I have always imagined that Paradise will be a kind of library- Jorge Borges



Friday, 26 November 2010

The Dentist

I completed my sixth and greatest Sonata four months ago. It will be performed by Vienna’s most regarded pianist, and I look forward to that with infallible joy. What inspires me is a question I have been asked repeatedly, but the truth could lay my success open to great perils. So I will leave the truth enamelled to assumption.  And tell only you.

I am dentist by profession, but a composer by default.

I discovered the slenderness of her neck as her head tilted back, her alabaster skin brought out a dewy pinkness in her lips, as they open from bud to bloom. The music followed. Every tooth had a letter assigned to it, A, B, C, D, E, F, G. Letter G landed soulfully on her molar, her canine was distinctly F sharp, and the piece ended exquisitely on high C, upper incisor.

I have saved a few select casts from the most instrumental mouths. Placing them on my baroque mantelpiece and depending on my company they pass as contemporary art. Often, upon catching sight of my ornamental teeth the tips of my fingers tingle, and arch up eagerly to play the teeth like the keys of a piano. Of late Debussy has been thoroughly enjoyed.

One of my most well received Sonatas came from a set of short, tightly screwed teeth. They weren’t by any means lacquered with a Hollywood gleam, but their gritty strength made way for an effective staccato.

Braces have the power to change the melody of the mouth; they cause a transformation from the disjointed to the sublime.

Monday, 15 November 2010

Young

I twirl my fingers
Through your brown, greying hair.
Moisturising my tips
With the oil from your scalp.

I tease myself onto your lap,
Open your hand and admire
The thick veins on your wrist.
The television consumes you.
Trickles of lah lah lah.
Irritate my ears.

Tuesday, 9 November 2010

Foie Gras

''I’ve got to get her back, you listening? I’ve got to get her back!’’

My consciousness flickers, becoming momentarily aware I’m being spoken to, so I mumble threatening obscenities, exerting as little energy as possible in hope of returning back to sleep.

My roommate Karl begins to irritate me further, ''Mate, I saw Lorna, walking with some dirty ass cockroach of a guy, no way can she be seeing him, has to be her friend!''

''Your attempts will be all in vain, I’ve heard some guy from Oxford got his hands on her during the summer, it’s probably the cockroach you’re speaking of.'' I was never one to beat around the bush.

''Pffff, she loved me, and I didn’t finish with her in a nasty way, I never said anything bad to her'' Karl protested, but his voiced sounded fairly uncertain.

''It’s not what you say, it’s what you do that can hurt Karl.'' I stared at him with one eye, whilst my other tried to preserve sleep, but he just kept silent, letting his reflective grimace tell me to shut up. Which pleased me fine.

Karl had been seeing Lorna for most of the second year at uni, but broke it off when she started getting clingy. They didn’t match anyhow, Karl was an arty guy, cigarette always flapping from his bottom lip, and he talked about art like the media talked about celebrity. And he constantly wore yesterday’s clothes. Not that he was lazy, but rather, maintaining personal hygiene came far down on the list. Whereas Lorna, I saw as being a square, a pretty one though.

I met Karl, in our first year of uni, we had both joined the Literature society, and that’s where he met Lorna too. I remembered him because he called me Michael straight after I had told him my name was Miguel. I tried to have a conversation with Lorna that same day too, about poetry, I shared my liking for Ginsberg, and she replied that his political and social voice was vulgar. I gritted my teeth at that pompous, little remark. And when she gushed about Sylvia Plath I groaned,

''I got half way through that, and went looking for a rope and stairs'' which surprisingly didn’t go down well. I remembered her glass black eyes narrowed. I smiled.

When I thought of Karl and Lorna, it was difficult for me not to refer to the Oedipus complex; she was always mothering him, and he lapped it up like an impressionable foetus. Cleaning up after him, blowing crumbs off his face more than kisses, telling him the do's and don’ts of table etiquette. She fed him like he was foie gras about to be splattered on a Parisian plate. She had a marvellous way for making a capable adult look embarrassingly incapable, so when I came into the room one time and saw her feeding him nipple shaped strawberries, I left bemused. That may explain why he wants her back, there would be no dirty washing crammed under the bed, less takeaways, less questionable smells, and more finger fed food.

Throughout the first year, I didn’t really connect with any girls, I was quite satisfied simply admiring their hypnotically, gyrating buttocks glide past me, but saw few faces I wanted to talk to. It’s not often I’ll talk to a girl first, unless I’m really attracted to her. And in the second year, I was too busy scrambling for good grades. But now in my third year, I think I deserve a little light relief amongst all the books, so I’m open to suggestions. Got to try a little I guess.

I picked up the phone and dialled Lorna. Twirling my fingers around the cord.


▸ Exercise prompt
Note how many lines in these entries contain "figure", and reply with that number alone.
[[ Exercise inputs, beginning ]]
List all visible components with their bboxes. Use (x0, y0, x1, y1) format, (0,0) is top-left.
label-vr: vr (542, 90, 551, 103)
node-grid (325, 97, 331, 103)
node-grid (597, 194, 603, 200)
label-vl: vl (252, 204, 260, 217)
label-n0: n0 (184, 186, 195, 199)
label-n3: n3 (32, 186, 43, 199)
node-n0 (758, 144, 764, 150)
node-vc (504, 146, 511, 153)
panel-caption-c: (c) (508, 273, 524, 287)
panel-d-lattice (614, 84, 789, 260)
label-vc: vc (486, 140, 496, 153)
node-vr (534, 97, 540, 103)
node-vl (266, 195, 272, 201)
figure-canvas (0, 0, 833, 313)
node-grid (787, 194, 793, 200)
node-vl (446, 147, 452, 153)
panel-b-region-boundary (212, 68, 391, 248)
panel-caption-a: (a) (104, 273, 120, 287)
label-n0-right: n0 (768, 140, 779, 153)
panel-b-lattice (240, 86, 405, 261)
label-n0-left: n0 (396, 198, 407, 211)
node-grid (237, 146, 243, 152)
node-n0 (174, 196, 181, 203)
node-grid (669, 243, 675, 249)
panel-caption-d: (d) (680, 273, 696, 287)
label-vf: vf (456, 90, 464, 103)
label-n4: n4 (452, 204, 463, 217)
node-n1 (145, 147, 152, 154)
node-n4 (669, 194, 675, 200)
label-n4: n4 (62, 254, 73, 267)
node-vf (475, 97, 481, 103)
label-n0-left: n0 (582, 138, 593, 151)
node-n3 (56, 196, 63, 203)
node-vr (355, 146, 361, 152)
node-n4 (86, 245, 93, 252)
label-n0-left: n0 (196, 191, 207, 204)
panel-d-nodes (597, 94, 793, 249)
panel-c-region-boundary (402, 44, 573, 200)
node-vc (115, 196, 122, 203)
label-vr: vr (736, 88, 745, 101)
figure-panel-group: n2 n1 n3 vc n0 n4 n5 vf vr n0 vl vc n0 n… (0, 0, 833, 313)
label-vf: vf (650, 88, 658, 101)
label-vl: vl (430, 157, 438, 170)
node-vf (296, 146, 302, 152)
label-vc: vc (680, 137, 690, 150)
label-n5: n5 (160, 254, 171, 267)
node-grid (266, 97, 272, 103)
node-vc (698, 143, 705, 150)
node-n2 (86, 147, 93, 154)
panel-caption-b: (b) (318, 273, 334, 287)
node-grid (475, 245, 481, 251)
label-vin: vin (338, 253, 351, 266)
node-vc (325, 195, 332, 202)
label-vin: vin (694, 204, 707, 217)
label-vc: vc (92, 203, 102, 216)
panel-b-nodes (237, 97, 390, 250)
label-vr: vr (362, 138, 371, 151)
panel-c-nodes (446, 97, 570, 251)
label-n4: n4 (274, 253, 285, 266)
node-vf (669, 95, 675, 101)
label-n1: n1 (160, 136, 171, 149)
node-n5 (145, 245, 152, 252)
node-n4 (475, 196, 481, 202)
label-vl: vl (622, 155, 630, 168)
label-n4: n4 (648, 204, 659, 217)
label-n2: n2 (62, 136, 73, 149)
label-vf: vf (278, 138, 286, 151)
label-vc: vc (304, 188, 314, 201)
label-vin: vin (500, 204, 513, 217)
[[ Exercise inputs, end ]]
[[ Exercise inputs, beginning ]]
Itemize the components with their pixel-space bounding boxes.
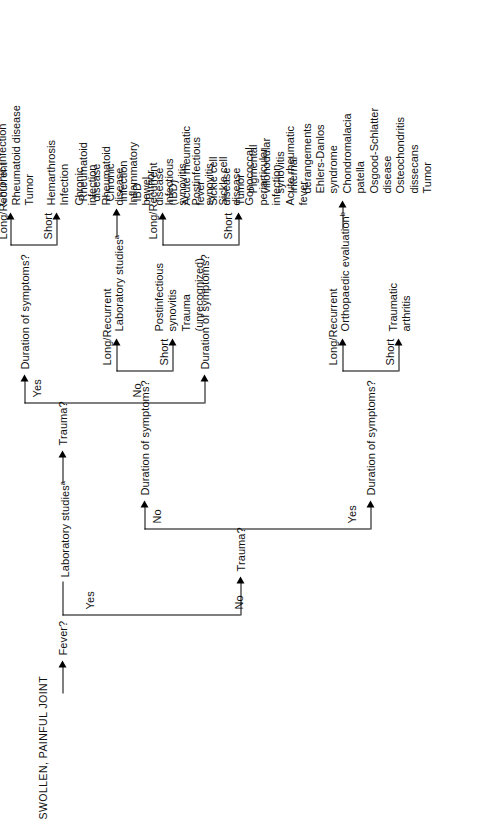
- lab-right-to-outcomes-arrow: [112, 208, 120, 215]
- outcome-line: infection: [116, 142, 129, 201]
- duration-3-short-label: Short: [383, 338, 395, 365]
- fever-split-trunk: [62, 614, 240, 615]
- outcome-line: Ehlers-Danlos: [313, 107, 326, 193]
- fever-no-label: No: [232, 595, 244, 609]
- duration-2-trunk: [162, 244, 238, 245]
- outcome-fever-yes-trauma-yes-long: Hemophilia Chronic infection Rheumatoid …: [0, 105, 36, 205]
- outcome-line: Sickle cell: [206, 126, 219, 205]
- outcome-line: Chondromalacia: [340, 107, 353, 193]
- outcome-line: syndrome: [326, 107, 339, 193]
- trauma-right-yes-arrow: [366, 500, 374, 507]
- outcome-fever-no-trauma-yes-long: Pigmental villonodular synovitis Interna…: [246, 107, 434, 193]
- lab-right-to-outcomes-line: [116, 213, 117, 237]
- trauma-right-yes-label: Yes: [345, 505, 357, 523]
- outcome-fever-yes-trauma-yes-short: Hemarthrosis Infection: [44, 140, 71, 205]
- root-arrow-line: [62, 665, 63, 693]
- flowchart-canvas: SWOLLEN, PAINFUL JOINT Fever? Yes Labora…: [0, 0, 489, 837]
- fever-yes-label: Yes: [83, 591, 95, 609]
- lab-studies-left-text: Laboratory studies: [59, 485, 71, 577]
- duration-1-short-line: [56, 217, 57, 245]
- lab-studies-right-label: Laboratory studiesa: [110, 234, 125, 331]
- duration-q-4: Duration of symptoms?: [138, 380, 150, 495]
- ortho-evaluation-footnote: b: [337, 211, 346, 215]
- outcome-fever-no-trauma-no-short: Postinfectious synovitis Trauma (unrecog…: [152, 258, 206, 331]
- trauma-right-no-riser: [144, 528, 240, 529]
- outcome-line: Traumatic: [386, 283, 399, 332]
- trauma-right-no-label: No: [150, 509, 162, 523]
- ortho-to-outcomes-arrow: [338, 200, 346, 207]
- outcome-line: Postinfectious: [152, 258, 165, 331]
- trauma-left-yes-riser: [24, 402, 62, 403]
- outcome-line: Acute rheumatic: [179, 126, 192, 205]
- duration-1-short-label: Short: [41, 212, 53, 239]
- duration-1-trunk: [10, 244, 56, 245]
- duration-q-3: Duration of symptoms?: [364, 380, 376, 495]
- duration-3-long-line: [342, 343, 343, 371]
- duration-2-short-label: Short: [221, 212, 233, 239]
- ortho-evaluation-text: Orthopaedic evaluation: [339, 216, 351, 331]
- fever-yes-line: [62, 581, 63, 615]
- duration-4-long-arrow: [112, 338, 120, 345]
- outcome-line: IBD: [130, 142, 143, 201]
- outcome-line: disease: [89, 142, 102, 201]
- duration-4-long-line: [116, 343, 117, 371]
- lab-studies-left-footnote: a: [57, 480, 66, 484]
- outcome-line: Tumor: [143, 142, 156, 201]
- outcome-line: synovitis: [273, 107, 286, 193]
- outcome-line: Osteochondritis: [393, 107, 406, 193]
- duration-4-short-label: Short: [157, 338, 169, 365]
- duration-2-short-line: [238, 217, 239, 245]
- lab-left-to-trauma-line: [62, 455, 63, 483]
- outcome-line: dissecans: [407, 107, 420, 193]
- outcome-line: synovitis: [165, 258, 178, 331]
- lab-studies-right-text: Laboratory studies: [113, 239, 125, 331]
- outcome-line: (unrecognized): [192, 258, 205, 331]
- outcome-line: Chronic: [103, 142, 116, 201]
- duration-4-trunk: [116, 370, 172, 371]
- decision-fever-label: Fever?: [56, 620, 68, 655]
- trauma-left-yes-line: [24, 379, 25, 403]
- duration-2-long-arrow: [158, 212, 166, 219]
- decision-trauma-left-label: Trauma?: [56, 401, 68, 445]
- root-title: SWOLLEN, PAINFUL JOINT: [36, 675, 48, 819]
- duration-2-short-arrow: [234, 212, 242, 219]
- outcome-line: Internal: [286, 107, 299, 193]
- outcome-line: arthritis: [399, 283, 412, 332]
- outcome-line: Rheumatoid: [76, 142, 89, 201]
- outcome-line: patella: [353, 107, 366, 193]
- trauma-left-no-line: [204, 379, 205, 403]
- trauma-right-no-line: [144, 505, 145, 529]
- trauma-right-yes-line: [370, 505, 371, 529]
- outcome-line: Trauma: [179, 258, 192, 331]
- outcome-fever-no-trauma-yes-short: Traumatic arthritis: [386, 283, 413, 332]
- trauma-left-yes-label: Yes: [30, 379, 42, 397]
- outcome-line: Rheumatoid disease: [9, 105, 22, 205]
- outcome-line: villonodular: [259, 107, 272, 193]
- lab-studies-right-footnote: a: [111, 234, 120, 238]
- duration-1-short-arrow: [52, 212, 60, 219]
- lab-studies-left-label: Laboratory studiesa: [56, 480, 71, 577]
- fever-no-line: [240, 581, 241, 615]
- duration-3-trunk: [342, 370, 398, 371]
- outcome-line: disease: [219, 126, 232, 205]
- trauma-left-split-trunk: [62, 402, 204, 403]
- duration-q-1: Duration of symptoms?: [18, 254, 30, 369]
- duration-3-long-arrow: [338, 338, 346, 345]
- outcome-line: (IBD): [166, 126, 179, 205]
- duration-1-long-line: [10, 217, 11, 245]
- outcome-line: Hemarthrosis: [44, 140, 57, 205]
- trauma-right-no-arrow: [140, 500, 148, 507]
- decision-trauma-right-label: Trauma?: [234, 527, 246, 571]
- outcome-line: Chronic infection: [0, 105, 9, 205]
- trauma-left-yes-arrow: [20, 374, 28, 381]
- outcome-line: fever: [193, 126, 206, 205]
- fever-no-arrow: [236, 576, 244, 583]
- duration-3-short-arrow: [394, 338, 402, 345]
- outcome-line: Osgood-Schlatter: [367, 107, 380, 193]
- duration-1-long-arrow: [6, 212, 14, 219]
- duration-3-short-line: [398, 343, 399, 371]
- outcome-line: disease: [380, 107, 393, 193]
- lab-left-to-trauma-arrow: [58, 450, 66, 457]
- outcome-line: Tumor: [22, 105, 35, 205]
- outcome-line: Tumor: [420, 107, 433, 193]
[[ Exercise inputs, end ]]
▸ Response to this exercise
2